Coomer guided travelers and tourists through the Pajarito Plateau’s beautiful scenery using cabins like the one he built at Camp Awanyu as staging areas. One of the things that made his location such a great starting point is the same reason so many of our still popular trails cross each other within just a few miles or yards of each other in that area. The local collection of tent rocks, Tsankawi, and the Buckman Mesa were very popular geographical features with tourists in the 1900s just as they are today. Coomer utilized seven passenger vehicles to cruise through the canyons and show his guests the amazing West.

When Coomer gave up the tour business in 1926, the parents of a Los Alamos Ranch School student named Sam Hamilton donated enough money for the school to buy out Coomer’s land lease and renovate the cabin. The ranch school added a kitchen, a stone fireplace, and a window with a view down the canyon. Because of it’s accessibility by car, it’s location in the midst of the Ponderosa Pines and the closeness to other trails, sites, and ruins, the ranch school began using Camp Hamilton as a place to introduce new students to life on the Pajarito Plateau.

Many of the younger boys just starting school didn’t have much experience with riding. They couldn’t tie a diamond hitch or balance a pack pannier. They needed some time to be introduced to outdoor skills that would become the backbone of their success at LARS. Camp Hamilton became just that.

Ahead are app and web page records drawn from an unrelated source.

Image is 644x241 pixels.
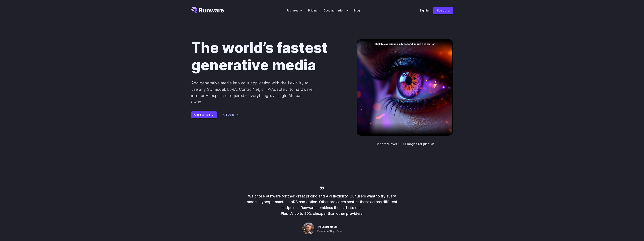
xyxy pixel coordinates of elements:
label: Features [286,8,302,13]
a: Blog [354,8,360,13]
span: Founder of NightCafe [317,229,342,233]
img: Person [302,222,314,234]
a: Go to / [191,7,224,13]
a: Sign in [420,8,428,13]
a: Sign up [433,7,453,14]
a: API Docs [223,113,238,117]
p: We chose Runware for their great pricing and API flexibility. Our users want to try every model, ... [247,193,397,216]
label: Documentation [324,8,348,13]
a: Pricing [308,8,317,13]
p: Generate over 1000 images for just $1! [376,141,434,147]
span: [PERSON_NAME] [317,225,338,229]
h1: The world’s fastest generative media [191,39,345,74]
a: Get Started [191,111,217,118]
p: Add generative media into your application with the flexibility to use any SD model, LoRA, Contro... [191,80,314,105]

This doesn’t mean the older boys didn’t find Camp Hamilton useful. There were several older students who used Camp Hamilton as a base camp to study and photograph nearby ruins and geographical features. While the older boys were at Camp Hamilton, they often acted as camp counselors, cooking, cleaning, and helping to introduce their younger schoolmates to outdoor life. The older boys would generally come down from the ranch school by horseback utilizing what we now call the Ranch School Trail.

If you have the chance, hike the Camp Hamilton Trail or the Ranch School Trail in order to check out the incredible views. It’s so cool to see solid evidence of the amazing can do attitude of the Los Alamos Ranch School boys! Several stacked stone retaining walls still hold the trail in place on narrow ledges and in several areas deep grooves had to be cut into the volcanic tuff using picks and other hand tools. The trails are considered to be some of the oldest purpose built equestrian trails in the region and were intentionally created using switchbacks to allow pack animals to pass up and down.

The cabin certainly doesn’t look today as it did when the boys were enjoying it. Some trail bloggers have declared it to be in “deplorable condition”. A good portion of it was salvaged to build the Ice House during the Manhattan Project era. But the current condition of the cabin doesn’t negate the wonderful history of that area. A place where young students of the Los Alamos Ranch School learned to live, work, and play in the unforgiving conditions on the Pajarito Plateau.

Nowadays, Camp Hamilton can serve a similar purpose to those who hike down for a peek and a few gorgeous photographs. Life in Los Alamos is soaked in history, scenery, and unique experiences! So when you’re ready to join our unique community, give me a call. I’m a hometown girl who loves to chat about real estate in Los Alamos!

Looking for more info on Camp Hamilton? I’ve enjoyed Sharon Snyder’s blog post for the Los Alamos Historical Society HERE. You can also find some excellent trail descriptions from the Los Alamos Woods Wanderer HERE.